Three children have died from hunger and dozens more are at risk of starvation in the besieged district of Wajid, about 300 km northwest of Somalia’s capital Mogadishu.
Mohamed Abdi Hassan, the chairman of a local youth association in Wajid, said the children died earlier this week. He said stocks of food and other supplies including medicines were almost exhausted in the district.
He added that no food supplies nor other goods had been transported in since al-Shabaab imposed a blockade around the district four months ago.
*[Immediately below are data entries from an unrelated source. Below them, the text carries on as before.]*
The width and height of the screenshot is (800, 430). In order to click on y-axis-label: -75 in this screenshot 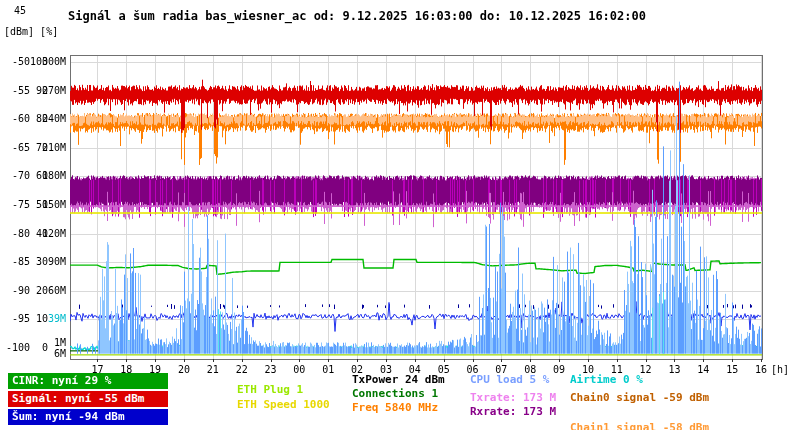, I will do `click(16, 204)`.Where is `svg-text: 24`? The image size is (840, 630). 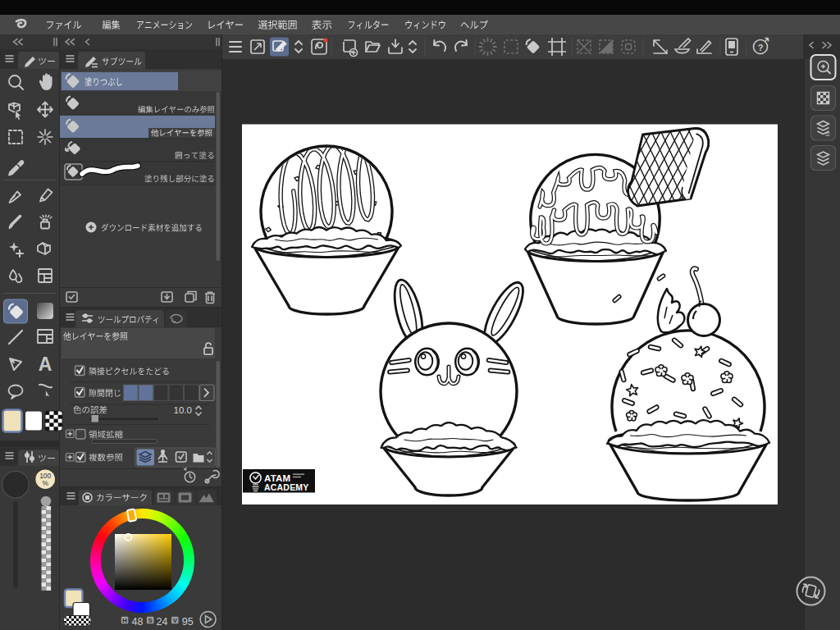
svg-text: 24 is located at coordinates (162, 622).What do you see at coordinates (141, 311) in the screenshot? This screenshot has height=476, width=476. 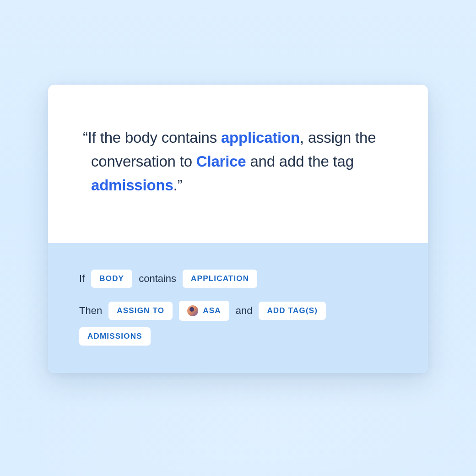 I see `assign-action-chip: ASSIGN TO` at bounding box center [141, 311].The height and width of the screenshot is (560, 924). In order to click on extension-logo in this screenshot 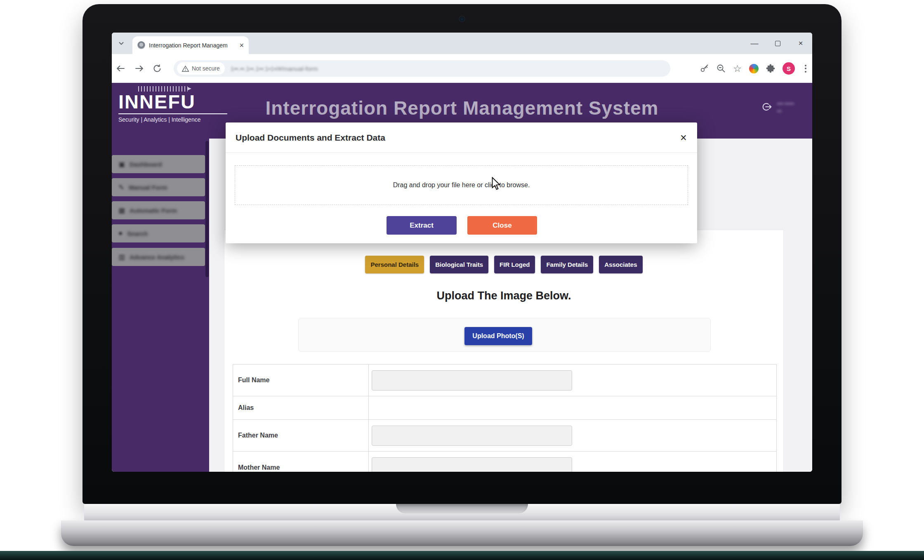, I will do `click(754, 68)`.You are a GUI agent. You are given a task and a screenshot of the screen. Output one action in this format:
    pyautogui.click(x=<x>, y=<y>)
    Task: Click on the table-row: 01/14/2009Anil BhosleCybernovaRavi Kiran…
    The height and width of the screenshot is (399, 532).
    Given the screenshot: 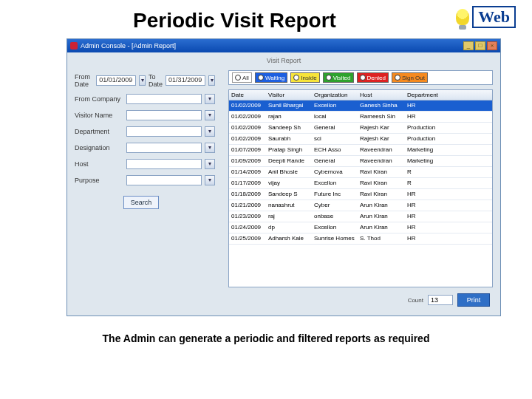 What is the action you would take?
    pyautogui.click(x=361, y=173)
     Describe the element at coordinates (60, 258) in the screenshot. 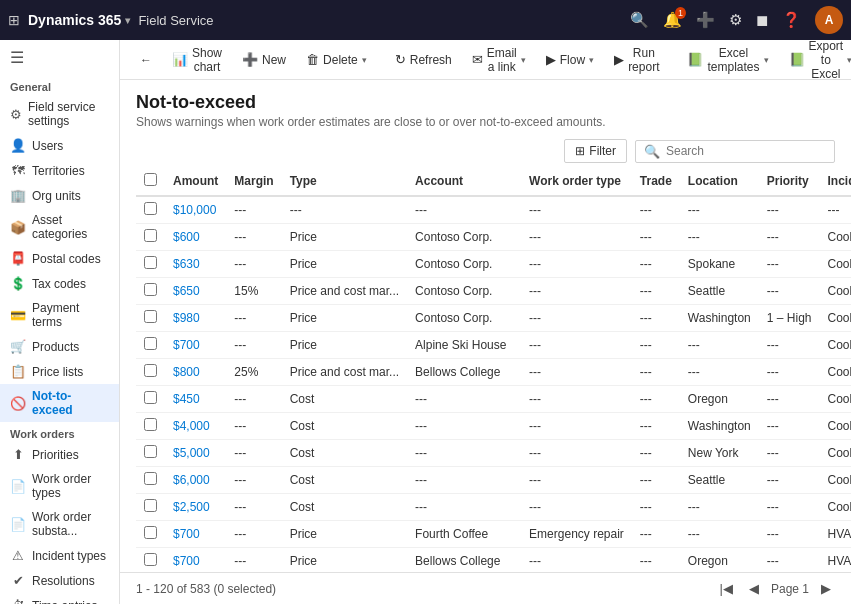

I see `sidebar-item-postal-codes: 📮 Postal codes` at that location.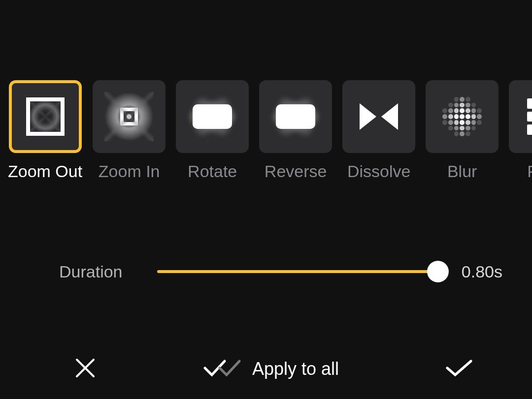  What do you see at coordinates (438, 272) in the screenshot?
I see `slider-thumb` at bounding box center [438, 272].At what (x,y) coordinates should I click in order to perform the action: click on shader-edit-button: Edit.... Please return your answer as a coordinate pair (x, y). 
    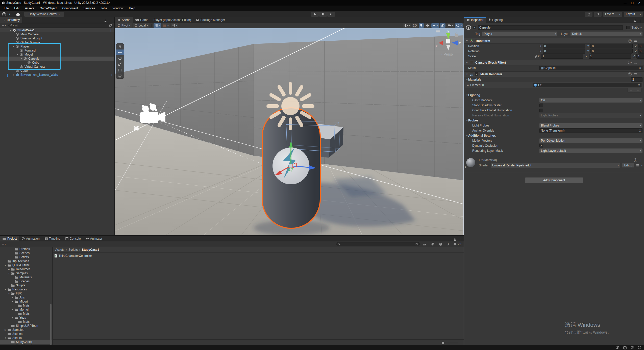
    Looking at the image, I should click on (628, 165).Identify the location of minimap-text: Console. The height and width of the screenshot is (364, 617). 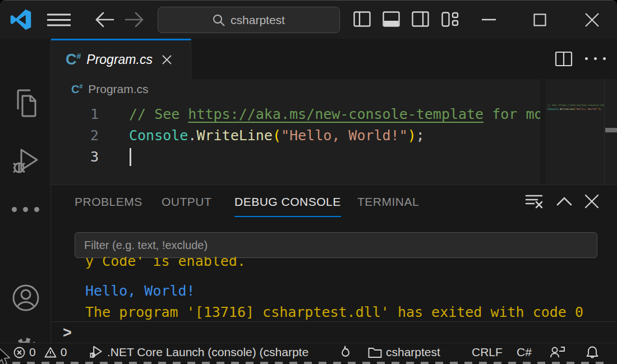
(553, 109).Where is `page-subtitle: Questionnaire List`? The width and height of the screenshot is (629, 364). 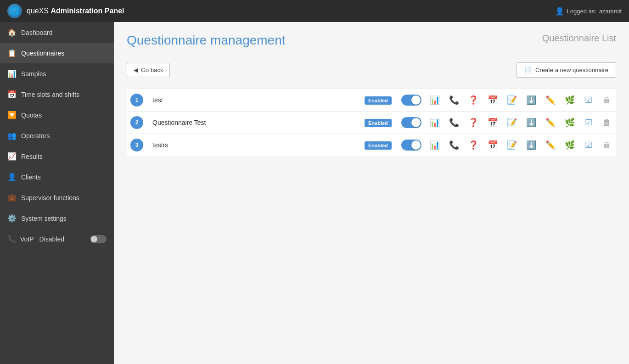 page-subtitle: Questionnaire List is located at coordinates (579, 39).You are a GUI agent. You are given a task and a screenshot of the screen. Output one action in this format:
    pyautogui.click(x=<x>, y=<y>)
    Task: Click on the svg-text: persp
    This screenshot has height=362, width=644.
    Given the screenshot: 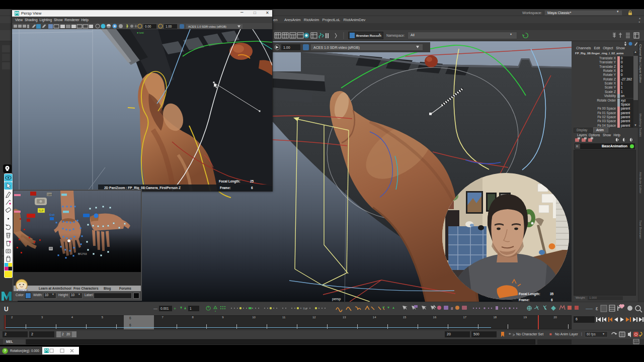 What is the action you would take?
    pyautogui.click(x=337, y=299)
Around 5,000 families live in Wajid.
“The group has positioned itself on all the main roads leading towards Wajid and is refusing access to the trucks and vehicles travelling to the district,” Hassan told Radio Ergo’s reporter in Baidoa by phone.
Al-Shabaab has lost the control of the district to the allied Somali and Ethiopian troops in February.
The price of the little food available in the market has already more than doubled, forcing many poor families to stay without food for days.
However, the Somali federal government said it is planning to deliver food aid to besieged towns and villages including Wajid. The director general of the Interior and Federalism Ministry, Ali Abdidoon Halane, told Radio Ergo that more than 25 trucks and vehicles carrying food aid and medical supplies had been parked at Baidoa, about 90 km from Wajid, since 3 May because the roads to Wajid, Hudur and Burdubo were all closed by al-Shabaab.